_Work to complete_
With pictures left out, set down exactly the lines that begin at the one containing "Locate an element on the screen. Image" and end with the last line of the entries below.
───── Data provided
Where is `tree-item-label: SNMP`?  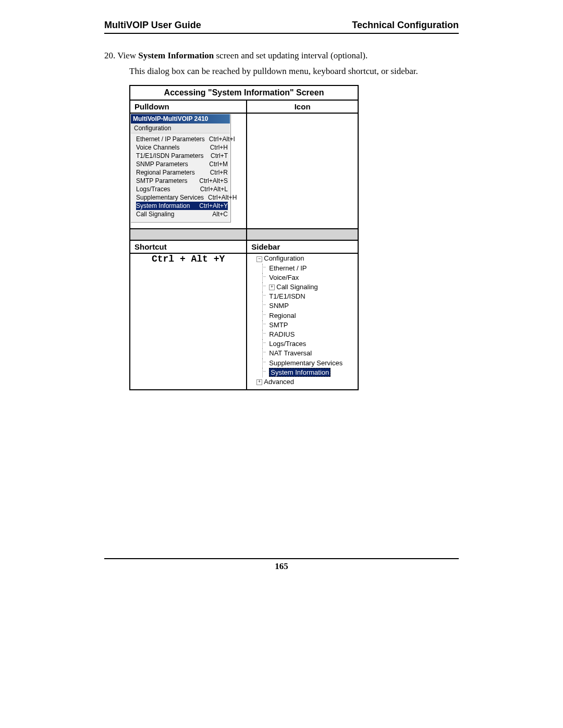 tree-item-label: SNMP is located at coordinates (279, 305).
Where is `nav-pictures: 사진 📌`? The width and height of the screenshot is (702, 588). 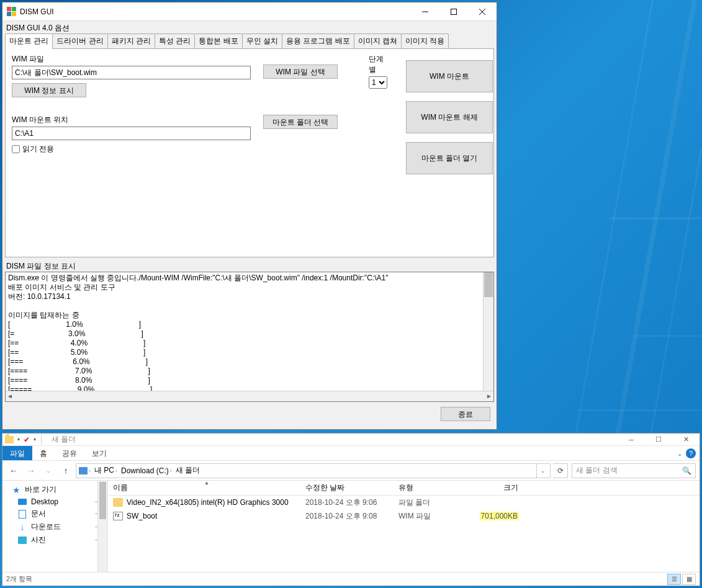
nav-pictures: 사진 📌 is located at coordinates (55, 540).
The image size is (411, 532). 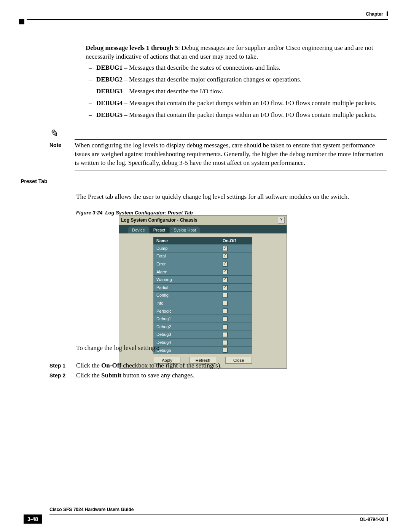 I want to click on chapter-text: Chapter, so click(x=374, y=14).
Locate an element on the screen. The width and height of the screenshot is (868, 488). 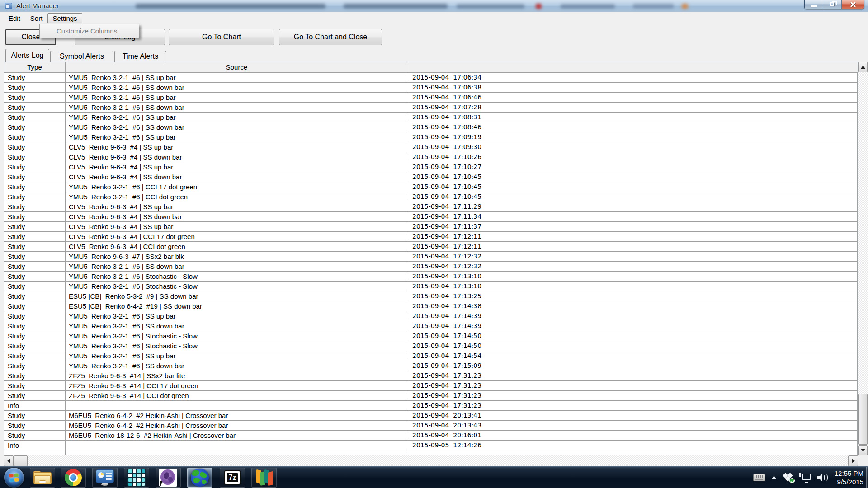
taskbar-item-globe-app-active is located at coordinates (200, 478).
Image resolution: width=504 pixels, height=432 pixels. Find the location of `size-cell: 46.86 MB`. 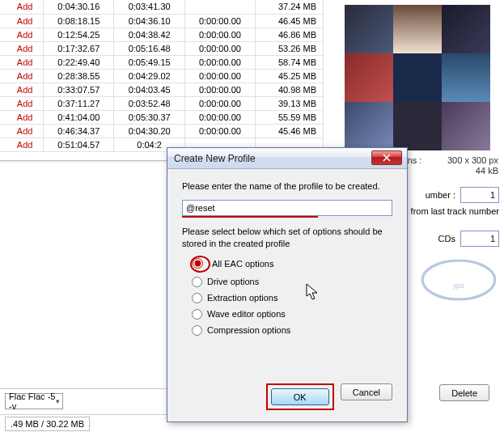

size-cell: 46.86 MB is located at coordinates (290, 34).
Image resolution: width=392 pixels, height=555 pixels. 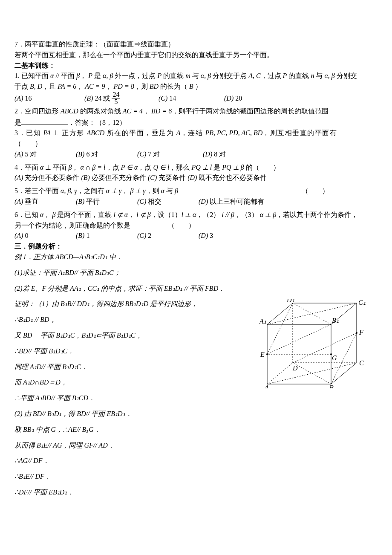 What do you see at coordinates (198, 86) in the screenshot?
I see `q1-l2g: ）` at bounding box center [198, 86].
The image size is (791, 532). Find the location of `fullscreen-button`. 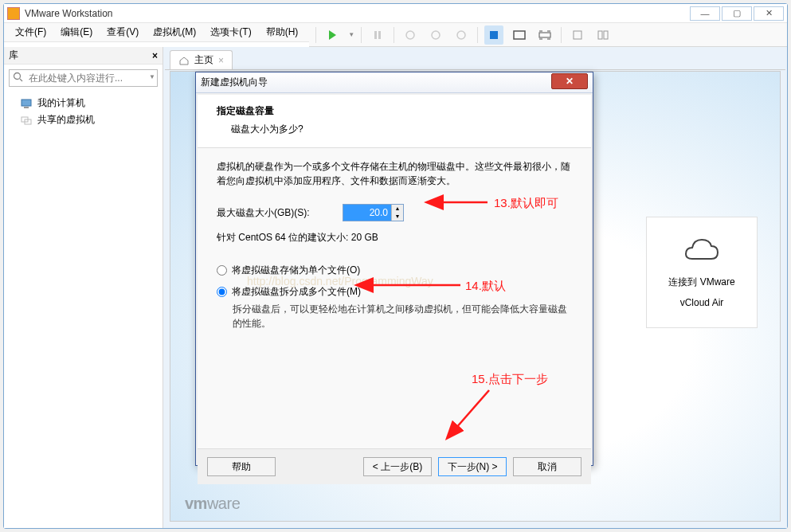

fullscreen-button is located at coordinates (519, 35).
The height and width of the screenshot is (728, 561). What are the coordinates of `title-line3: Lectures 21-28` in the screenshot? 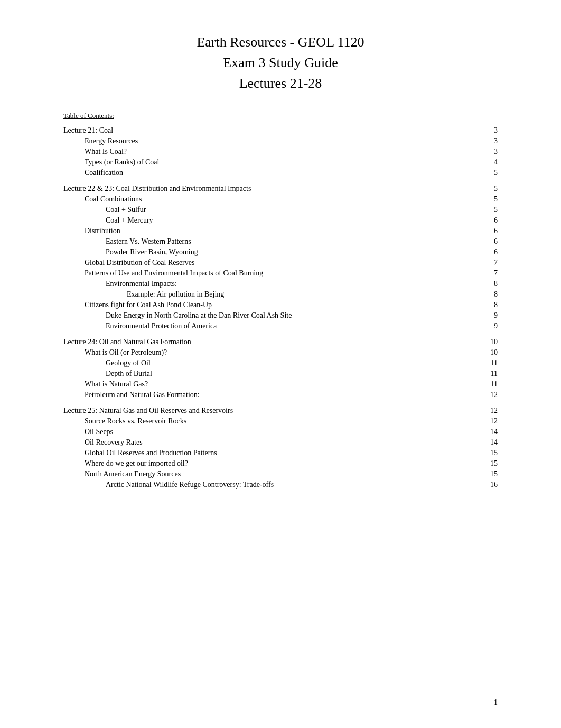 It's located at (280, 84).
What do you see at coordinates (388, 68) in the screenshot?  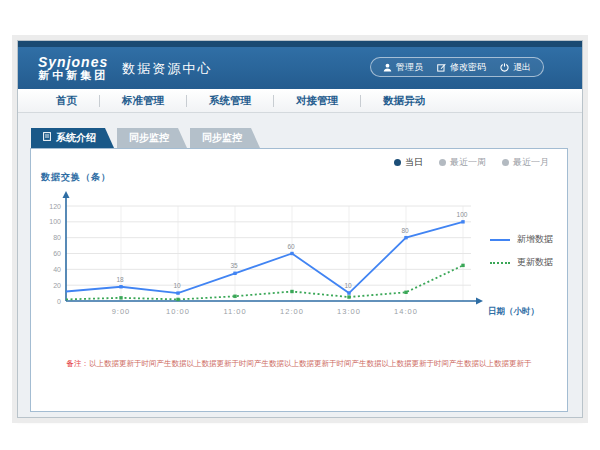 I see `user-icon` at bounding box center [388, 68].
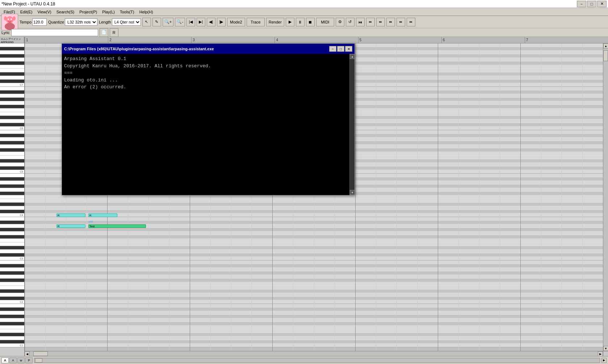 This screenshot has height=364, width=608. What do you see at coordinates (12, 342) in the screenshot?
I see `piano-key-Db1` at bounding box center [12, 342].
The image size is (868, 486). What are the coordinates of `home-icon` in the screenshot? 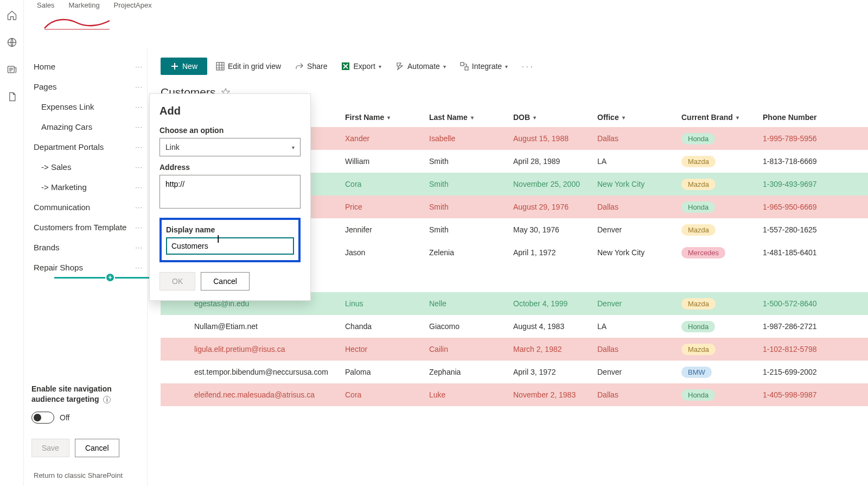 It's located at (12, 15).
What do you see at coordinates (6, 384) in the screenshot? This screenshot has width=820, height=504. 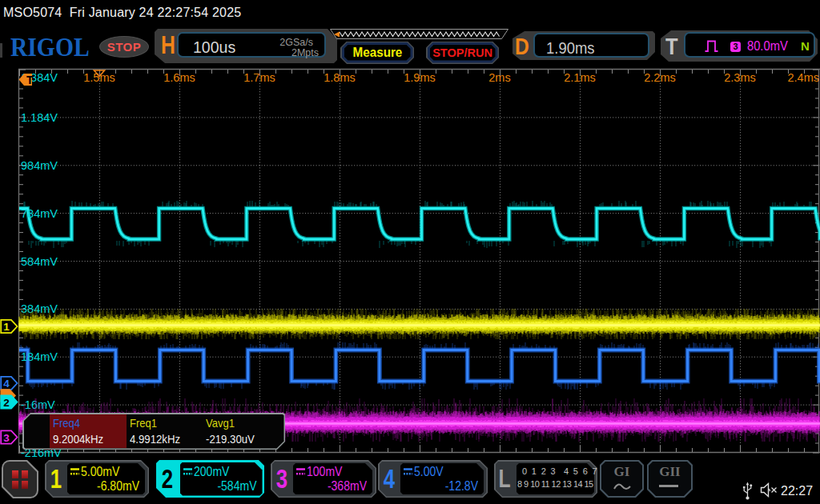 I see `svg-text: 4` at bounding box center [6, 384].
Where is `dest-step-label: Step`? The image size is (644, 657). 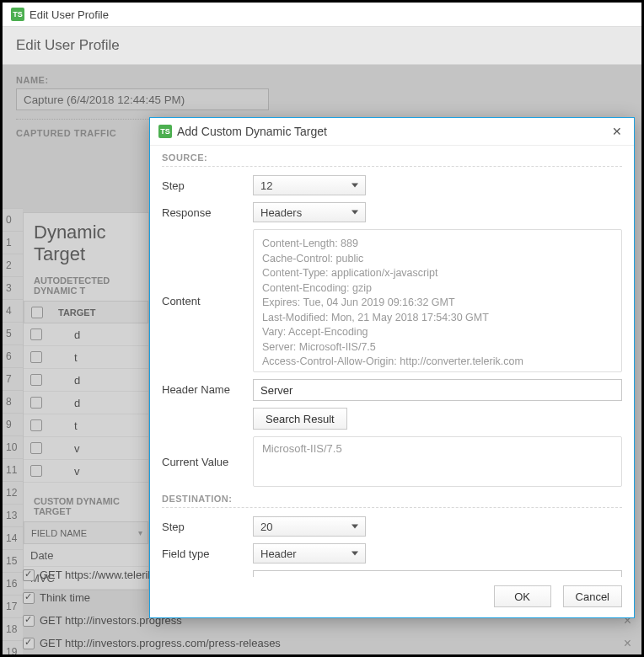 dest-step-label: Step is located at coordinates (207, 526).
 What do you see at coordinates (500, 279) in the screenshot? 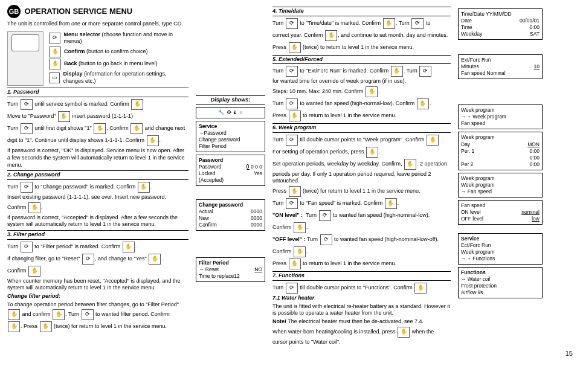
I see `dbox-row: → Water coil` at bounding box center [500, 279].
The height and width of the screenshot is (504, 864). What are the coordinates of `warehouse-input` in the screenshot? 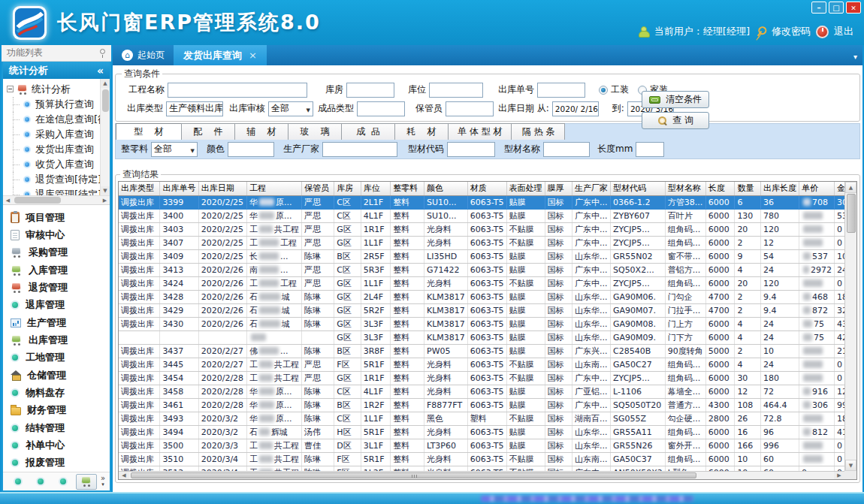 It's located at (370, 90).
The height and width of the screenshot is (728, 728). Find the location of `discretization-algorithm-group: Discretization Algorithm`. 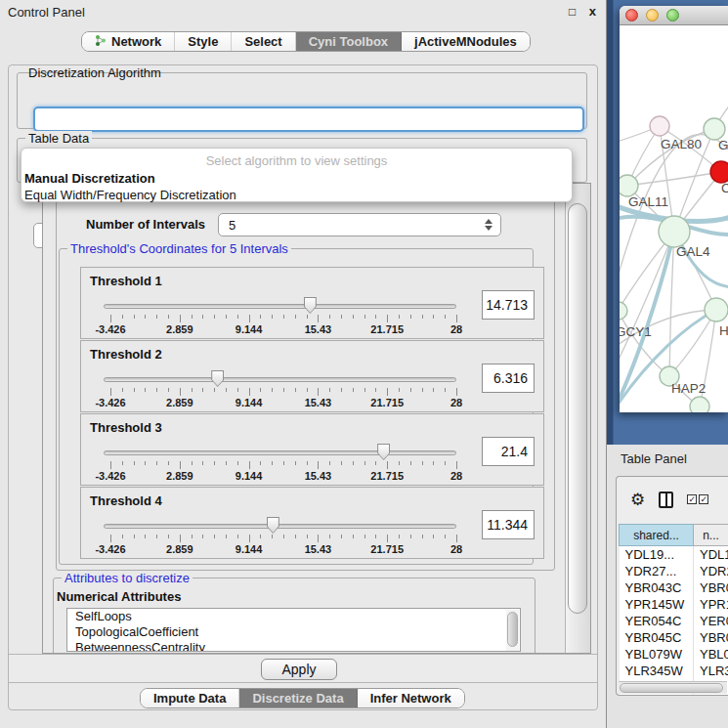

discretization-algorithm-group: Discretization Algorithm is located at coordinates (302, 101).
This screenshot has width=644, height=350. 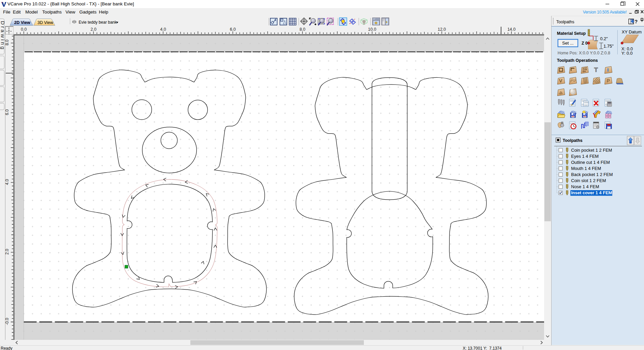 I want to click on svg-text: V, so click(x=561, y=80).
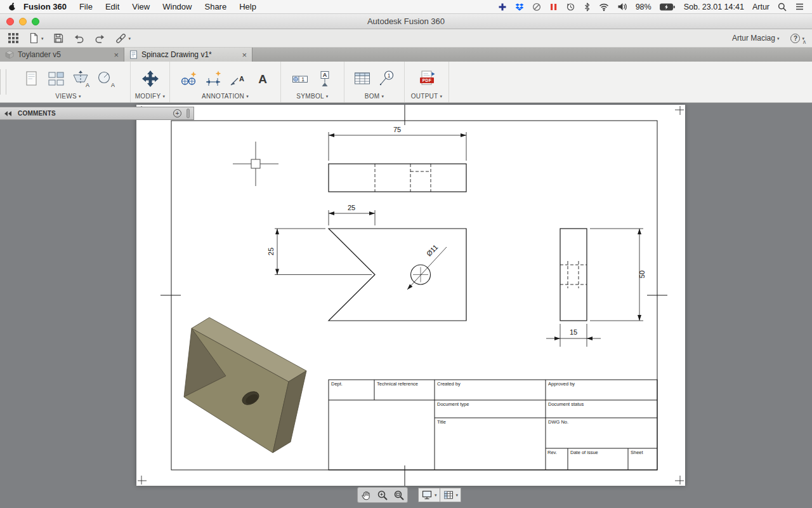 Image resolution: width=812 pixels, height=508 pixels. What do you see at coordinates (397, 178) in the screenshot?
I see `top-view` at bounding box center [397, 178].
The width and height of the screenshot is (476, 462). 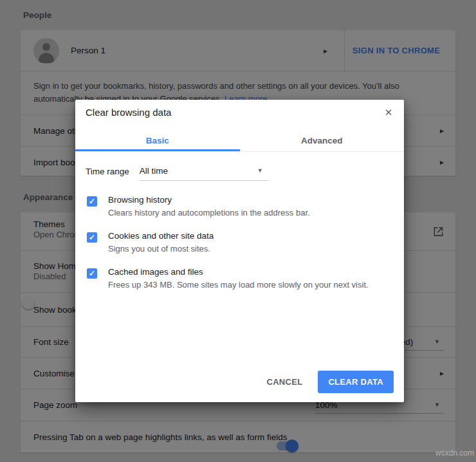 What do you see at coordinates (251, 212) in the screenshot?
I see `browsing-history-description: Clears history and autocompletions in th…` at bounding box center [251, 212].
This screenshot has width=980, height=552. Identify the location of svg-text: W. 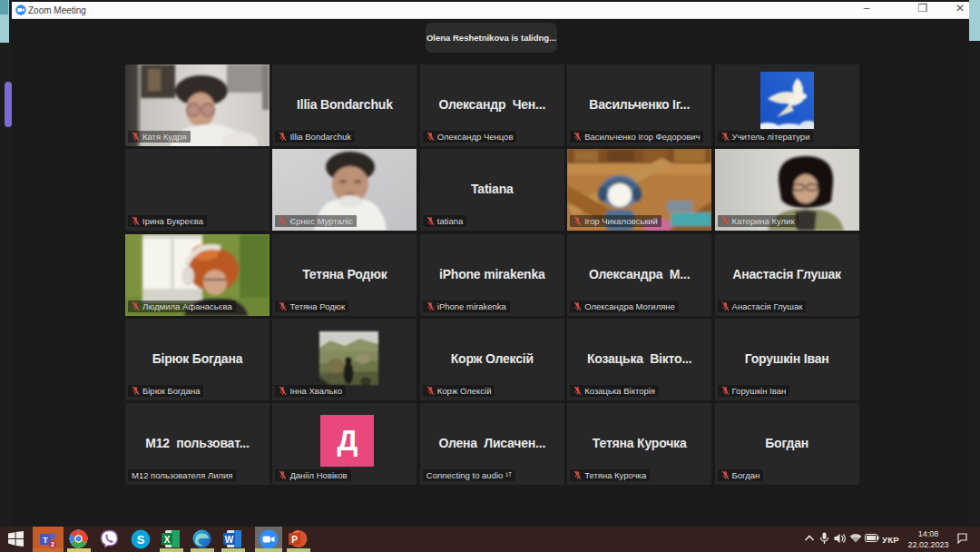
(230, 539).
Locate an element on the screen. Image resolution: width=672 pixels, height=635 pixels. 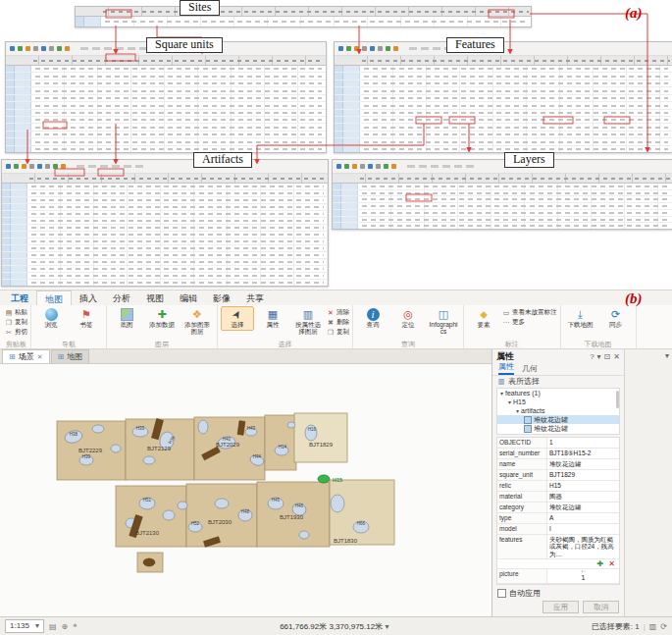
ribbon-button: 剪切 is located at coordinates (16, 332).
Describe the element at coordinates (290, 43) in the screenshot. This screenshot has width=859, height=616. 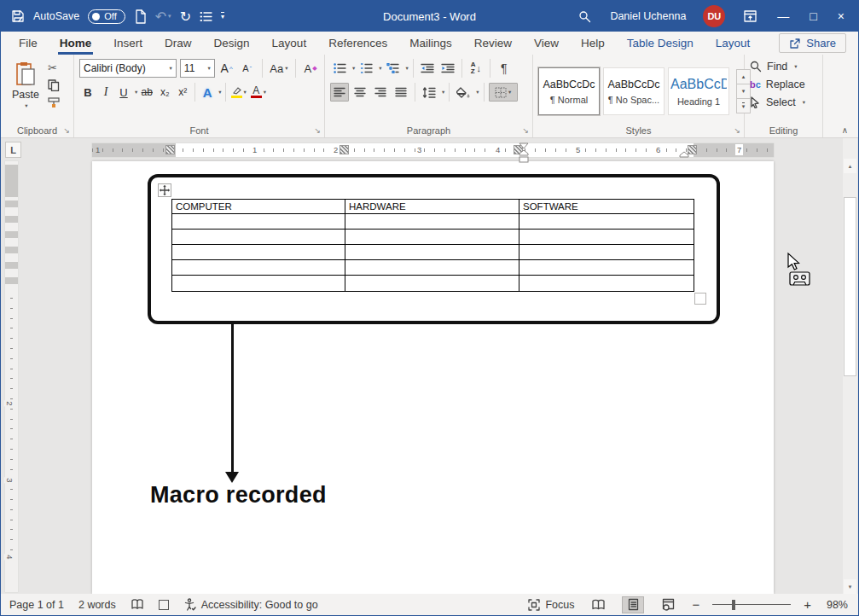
──────────
_Solution for this exercise_
Locate an element on the screen. Image resolution: width=672 pixels, height=635 pixels. 
ribbon-button: 剪切 is located at coordinates (16, 332).
Describe the element at coordinates (290, 43) in the screenshot. This screenshot has width=859, height=616. 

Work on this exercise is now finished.